Abstract

Focal therapy has emerged as a potential treatment paradigm for men with localized prostate cancer, because it serves as a medium between the ambiguity of surveillance and the potential reduction of quality of life observed with radical treatment. Candidate selection remains the major challenge of implementing focal therapy in clinical practice. While focal therapy is potentially widely applicable, there is general consensus that initial efforts to initiate focal therapy protocols in practice should be limited to men with disease features that are low to low-intermediate risk, thereby limiting the likelihood of early systemic failure. Selection of candidates is first dependent on the intent of focal therapy. Curative intent focal therapy is limited to a small number of men with isolated, low-risk, unifocal, or unilateral disease. In men for whom local control-and potential prolongation of the natural history of disease-is desired, mapping strategies would focus on identification of the dominant site of disease and ruling out high-risk features. Tools such as conventional transrectal biopsy, transperineal saturation biopsy, and prostate MRI all have relative merits and shortcomings. While ultimately limitation of biopsy is desirable through combinations of transrectal biopsy and imaging, for now, limitations of conventional imaging modalities make it likely that most men will need transperineal saturation biopsy before inclusion in focal therapy protocols.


• [Problem statement]:
Count every line of the listing where the string "inner" occurs, and reply with the count alone.

• [Provided records]:
^^^^^^^^
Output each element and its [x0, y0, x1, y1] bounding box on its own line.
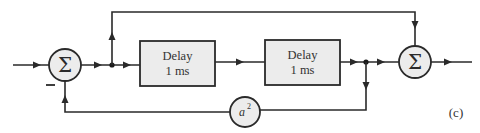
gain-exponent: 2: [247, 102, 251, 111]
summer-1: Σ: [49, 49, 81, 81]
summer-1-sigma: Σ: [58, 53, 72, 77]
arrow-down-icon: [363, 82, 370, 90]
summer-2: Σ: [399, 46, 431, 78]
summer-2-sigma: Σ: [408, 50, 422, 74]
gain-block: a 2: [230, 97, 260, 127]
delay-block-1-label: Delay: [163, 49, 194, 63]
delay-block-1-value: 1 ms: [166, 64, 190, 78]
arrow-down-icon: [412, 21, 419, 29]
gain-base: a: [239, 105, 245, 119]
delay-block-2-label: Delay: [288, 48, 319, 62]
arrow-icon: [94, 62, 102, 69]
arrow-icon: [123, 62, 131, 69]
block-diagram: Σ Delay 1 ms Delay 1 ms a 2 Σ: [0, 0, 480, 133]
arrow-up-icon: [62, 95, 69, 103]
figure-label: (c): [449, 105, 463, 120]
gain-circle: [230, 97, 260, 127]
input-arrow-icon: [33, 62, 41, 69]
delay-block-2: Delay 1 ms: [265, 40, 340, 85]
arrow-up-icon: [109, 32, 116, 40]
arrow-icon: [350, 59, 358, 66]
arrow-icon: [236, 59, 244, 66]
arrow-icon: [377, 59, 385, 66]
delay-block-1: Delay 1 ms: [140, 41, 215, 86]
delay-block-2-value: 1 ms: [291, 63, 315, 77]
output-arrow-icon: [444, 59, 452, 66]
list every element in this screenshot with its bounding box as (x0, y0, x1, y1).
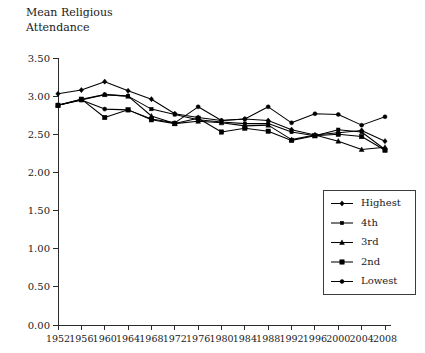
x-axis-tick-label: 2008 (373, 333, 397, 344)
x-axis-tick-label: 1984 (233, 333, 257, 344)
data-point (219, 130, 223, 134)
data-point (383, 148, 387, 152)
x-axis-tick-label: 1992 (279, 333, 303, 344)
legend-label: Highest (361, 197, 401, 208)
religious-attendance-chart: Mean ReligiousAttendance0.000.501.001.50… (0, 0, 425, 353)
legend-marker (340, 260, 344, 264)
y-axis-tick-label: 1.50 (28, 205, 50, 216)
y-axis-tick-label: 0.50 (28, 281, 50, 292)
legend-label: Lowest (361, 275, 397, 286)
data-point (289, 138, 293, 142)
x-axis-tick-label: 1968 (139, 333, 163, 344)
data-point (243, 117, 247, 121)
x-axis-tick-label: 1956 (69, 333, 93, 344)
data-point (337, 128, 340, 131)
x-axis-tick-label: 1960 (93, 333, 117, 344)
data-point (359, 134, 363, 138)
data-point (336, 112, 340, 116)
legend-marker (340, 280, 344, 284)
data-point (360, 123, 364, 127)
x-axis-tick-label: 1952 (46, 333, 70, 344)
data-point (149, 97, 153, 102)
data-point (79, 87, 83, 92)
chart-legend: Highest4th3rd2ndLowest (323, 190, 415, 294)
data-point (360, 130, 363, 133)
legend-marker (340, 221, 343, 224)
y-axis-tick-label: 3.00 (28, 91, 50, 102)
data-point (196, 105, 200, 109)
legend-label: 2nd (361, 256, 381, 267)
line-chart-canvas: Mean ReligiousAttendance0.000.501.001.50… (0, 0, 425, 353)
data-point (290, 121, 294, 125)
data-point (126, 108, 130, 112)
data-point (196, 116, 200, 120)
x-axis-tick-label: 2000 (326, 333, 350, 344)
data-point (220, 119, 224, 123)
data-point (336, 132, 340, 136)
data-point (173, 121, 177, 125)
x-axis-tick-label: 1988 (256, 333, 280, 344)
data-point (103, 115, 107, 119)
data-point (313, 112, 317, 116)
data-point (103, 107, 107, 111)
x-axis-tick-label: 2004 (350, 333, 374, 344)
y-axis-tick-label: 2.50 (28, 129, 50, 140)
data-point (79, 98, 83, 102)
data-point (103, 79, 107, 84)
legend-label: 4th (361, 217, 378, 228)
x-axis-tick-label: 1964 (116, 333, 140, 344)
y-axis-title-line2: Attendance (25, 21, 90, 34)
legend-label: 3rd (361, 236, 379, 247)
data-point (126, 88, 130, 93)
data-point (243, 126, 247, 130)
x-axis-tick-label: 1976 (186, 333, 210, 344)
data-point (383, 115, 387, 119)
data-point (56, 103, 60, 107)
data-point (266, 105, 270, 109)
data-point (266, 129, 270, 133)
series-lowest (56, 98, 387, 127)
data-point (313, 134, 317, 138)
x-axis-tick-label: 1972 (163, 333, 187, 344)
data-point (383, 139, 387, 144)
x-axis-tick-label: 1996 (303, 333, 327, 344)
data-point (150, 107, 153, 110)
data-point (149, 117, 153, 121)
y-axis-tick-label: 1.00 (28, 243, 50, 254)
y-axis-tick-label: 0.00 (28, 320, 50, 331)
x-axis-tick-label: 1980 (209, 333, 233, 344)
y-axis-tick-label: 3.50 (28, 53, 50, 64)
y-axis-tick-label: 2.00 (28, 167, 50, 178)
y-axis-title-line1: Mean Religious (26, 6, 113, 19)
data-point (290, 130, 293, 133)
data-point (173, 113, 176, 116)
^^^^^^^^
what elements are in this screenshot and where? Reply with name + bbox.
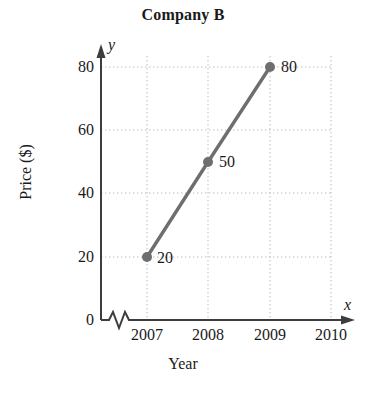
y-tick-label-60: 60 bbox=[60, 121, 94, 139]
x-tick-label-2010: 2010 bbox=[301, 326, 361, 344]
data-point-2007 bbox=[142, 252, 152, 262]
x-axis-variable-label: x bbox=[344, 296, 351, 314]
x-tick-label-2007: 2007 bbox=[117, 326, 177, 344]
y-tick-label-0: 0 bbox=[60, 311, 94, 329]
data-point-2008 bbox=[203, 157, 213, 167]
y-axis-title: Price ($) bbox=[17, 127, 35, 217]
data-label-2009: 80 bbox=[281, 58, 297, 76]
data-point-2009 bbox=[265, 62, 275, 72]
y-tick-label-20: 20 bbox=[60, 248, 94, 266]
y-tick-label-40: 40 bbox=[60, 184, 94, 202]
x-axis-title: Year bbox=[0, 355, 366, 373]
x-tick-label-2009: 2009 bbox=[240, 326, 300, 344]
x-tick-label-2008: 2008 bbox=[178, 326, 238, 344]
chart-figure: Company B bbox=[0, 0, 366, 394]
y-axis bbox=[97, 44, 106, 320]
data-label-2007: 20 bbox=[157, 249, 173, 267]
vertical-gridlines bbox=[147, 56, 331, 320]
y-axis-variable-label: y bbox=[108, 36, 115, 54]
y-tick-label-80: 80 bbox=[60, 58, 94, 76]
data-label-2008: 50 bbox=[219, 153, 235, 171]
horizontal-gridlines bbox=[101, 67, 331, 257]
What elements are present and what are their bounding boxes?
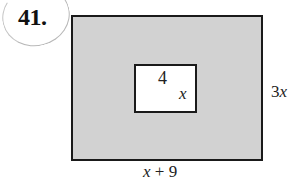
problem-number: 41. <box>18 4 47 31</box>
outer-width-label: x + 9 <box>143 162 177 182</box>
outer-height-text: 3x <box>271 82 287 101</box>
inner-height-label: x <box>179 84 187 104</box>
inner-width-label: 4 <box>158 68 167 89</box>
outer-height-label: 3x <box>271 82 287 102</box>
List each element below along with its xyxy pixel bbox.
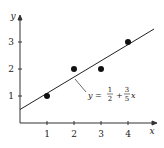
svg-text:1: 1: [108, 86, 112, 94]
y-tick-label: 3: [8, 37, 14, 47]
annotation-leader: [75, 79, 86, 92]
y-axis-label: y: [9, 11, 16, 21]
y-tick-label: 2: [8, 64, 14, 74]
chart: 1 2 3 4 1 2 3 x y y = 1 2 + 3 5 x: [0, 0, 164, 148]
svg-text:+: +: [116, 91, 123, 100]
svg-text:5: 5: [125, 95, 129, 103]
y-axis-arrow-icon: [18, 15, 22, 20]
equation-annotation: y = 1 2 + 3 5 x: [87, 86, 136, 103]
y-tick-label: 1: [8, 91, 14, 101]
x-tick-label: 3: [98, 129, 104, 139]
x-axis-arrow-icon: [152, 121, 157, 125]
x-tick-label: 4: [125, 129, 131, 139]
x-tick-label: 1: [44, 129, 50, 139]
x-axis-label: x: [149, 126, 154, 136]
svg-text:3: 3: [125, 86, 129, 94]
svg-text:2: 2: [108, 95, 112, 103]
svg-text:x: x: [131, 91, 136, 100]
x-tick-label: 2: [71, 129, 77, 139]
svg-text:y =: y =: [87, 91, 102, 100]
^^^^^^^^
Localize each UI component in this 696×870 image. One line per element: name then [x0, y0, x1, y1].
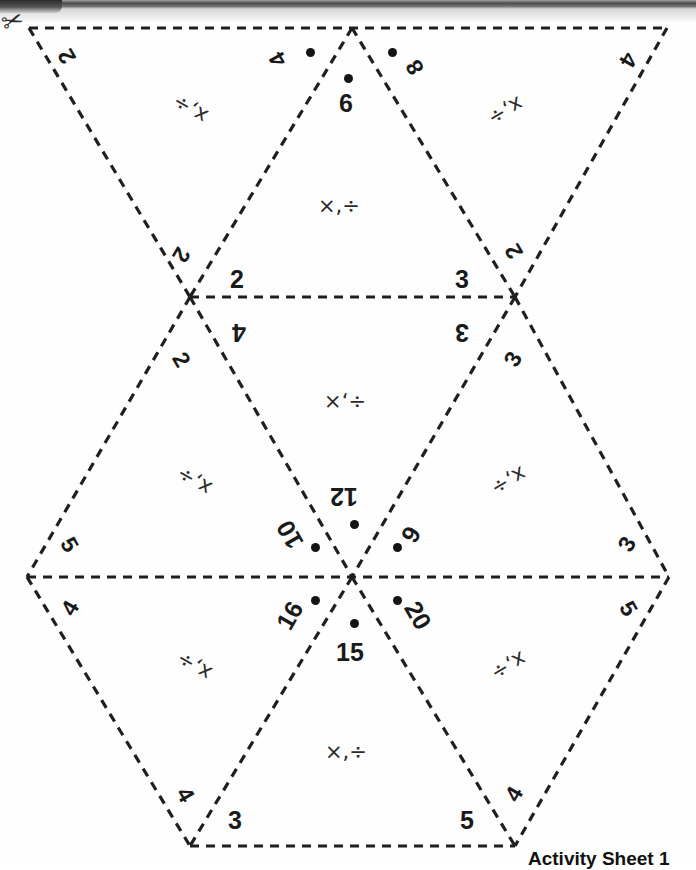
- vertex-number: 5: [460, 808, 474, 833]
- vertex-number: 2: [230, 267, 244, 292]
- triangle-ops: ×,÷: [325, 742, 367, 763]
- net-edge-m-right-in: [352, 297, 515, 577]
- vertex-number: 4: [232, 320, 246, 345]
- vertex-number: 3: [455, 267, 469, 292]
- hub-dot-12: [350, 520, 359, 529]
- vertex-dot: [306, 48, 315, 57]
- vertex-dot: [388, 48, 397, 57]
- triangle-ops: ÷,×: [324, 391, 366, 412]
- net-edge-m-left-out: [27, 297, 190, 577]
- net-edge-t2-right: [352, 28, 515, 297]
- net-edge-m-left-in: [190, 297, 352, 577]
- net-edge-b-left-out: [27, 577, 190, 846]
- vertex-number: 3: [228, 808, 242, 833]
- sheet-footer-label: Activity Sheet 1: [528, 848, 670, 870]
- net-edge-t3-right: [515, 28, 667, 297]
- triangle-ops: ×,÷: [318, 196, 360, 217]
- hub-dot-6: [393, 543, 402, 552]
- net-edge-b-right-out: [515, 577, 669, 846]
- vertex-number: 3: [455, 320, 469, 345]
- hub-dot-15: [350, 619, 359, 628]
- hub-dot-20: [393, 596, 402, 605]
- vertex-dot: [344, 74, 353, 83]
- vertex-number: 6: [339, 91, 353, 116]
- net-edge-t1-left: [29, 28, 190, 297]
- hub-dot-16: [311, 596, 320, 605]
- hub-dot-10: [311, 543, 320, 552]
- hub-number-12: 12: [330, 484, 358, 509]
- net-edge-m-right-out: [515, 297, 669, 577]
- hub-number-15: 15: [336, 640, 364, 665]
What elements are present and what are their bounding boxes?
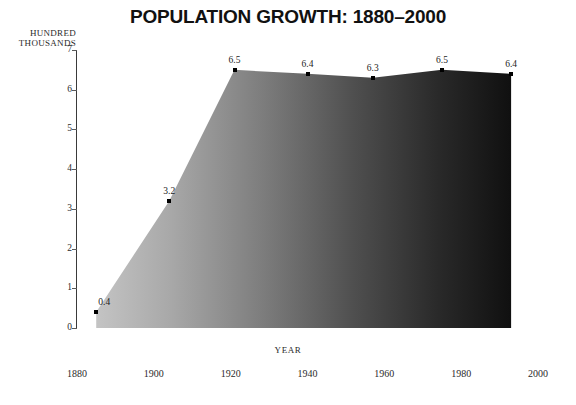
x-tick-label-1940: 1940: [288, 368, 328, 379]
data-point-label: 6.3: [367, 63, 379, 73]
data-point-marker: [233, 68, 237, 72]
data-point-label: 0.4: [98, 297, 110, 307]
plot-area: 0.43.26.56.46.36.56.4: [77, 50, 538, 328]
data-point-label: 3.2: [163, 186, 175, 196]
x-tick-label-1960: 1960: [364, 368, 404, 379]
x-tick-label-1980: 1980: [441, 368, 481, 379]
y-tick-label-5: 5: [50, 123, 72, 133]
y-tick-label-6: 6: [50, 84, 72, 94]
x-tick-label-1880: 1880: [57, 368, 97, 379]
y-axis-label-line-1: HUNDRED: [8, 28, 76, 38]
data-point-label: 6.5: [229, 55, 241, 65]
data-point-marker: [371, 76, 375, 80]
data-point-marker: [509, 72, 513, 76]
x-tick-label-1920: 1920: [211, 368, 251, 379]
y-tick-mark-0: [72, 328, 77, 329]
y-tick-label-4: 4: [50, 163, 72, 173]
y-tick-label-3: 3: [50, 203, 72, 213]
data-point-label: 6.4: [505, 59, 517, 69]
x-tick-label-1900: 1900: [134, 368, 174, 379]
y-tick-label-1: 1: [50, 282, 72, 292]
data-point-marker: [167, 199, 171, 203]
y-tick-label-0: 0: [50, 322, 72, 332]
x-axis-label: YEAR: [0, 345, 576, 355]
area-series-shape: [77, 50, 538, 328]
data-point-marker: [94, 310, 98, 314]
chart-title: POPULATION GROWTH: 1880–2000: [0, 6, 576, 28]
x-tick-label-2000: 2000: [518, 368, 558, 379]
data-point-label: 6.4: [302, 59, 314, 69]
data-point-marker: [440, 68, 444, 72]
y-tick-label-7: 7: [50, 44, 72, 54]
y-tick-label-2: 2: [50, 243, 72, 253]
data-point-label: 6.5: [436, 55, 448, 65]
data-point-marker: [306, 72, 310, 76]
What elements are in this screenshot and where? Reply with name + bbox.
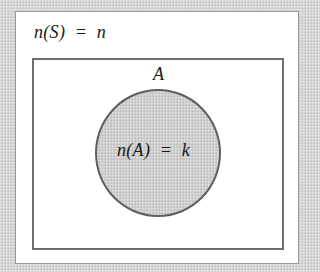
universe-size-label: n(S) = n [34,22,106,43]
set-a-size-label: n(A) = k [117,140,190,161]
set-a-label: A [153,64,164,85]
^^^^^^^^
• [Answer below]:
2